January 19, 2007

E-Newsletter difficulties

We won a 2003 Gold Award for our newsletter. That newsletter is no longer in print. I'll be candid and confess that our new electronic newsletter for our college is not as popular as we think it should be. I'm curious as to what others have done to increase their readership. Do you run contests? Have you made it more lighthearted or more news-you-need-to-know?

How are you getting out the news your dean's office or department chair wants distributed? Do you use print along with e-newsletters? Does your leader deliver mosts news via e-mail instead of a newsletter?

The bruning question is no longer how to format your newsletter. It's how to capture your readers' attention to keep them reading.
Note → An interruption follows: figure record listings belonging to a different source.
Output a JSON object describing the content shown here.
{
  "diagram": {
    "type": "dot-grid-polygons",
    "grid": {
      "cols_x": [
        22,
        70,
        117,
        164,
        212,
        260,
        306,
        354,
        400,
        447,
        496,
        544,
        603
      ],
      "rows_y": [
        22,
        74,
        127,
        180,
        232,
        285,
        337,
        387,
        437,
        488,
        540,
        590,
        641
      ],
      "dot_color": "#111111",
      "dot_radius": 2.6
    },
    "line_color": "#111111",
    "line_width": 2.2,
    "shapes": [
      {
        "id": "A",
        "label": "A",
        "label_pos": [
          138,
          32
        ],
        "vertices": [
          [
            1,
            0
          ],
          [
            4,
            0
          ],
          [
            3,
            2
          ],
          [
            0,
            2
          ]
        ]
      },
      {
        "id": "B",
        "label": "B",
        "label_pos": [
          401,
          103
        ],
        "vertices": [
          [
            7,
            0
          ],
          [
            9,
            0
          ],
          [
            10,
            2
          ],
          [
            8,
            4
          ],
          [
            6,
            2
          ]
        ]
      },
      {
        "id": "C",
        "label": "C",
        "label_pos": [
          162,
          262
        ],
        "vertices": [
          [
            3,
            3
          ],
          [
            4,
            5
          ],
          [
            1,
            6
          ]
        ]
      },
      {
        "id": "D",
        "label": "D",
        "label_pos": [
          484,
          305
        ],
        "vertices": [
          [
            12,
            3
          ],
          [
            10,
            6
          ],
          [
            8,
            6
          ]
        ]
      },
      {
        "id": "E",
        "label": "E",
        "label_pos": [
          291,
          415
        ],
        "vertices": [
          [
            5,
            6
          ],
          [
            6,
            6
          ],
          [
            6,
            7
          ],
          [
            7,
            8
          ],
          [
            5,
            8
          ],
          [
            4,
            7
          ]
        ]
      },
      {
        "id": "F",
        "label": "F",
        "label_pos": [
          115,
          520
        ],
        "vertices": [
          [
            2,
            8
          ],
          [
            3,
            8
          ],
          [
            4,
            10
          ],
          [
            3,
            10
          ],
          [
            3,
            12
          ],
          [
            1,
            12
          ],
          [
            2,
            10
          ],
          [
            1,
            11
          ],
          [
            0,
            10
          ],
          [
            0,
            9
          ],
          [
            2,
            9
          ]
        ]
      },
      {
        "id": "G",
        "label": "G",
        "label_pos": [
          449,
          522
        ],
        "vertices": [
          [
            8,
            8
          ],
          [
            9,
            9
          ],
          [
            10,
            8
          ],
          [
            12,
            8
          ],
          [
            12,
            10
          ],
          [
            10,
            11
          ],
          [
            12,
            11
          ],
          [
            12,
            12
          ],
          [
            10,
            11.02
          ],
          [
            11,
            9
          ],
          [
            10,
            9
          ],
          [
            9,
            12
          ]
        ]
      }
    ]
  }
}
I don't mean remaining subscribers, but reading to the next item in your latest issue.

Some of you will recall Leslie O'Flahavan's session at the Forum conference held at the Depot. She has some good tools and advice.

I think the best advice is to know why you're writing a newsletter. Are you acting as a consultant, a news reporter, a news aggregator, a gossip, an industry insider, a storyteller? And it's critical to write a strong subject line that identifies the newsletter and describes this issue's content. It's even better if it includes a verb or strong adjective.

What newsletters do you read in e-mail, Web, or blog formats? I've stopped reading anything that simply interests me. I now read only that which will help me do my job. So I read UMNnews, The Recorder, the forUM communicator, and all our departments' newsletters. In all honesty, I don't read those either. I skim for color and keywords. I don't often choose to follow a link. I don't want many graphics. I love bullet points. I love consistent style. I don't check any blogs except my husband's and I don't always bother to read it. And I don't read many of the RSS feeds I subscribe to. Even more honestly, I only read our college newsletter because my friends contribute to it and it sometimes contains information I need to be effective in my job.

If we manage to improve our readership, I'll post how we did it. And we'll enter it in the next Maroon and Gold awards competition.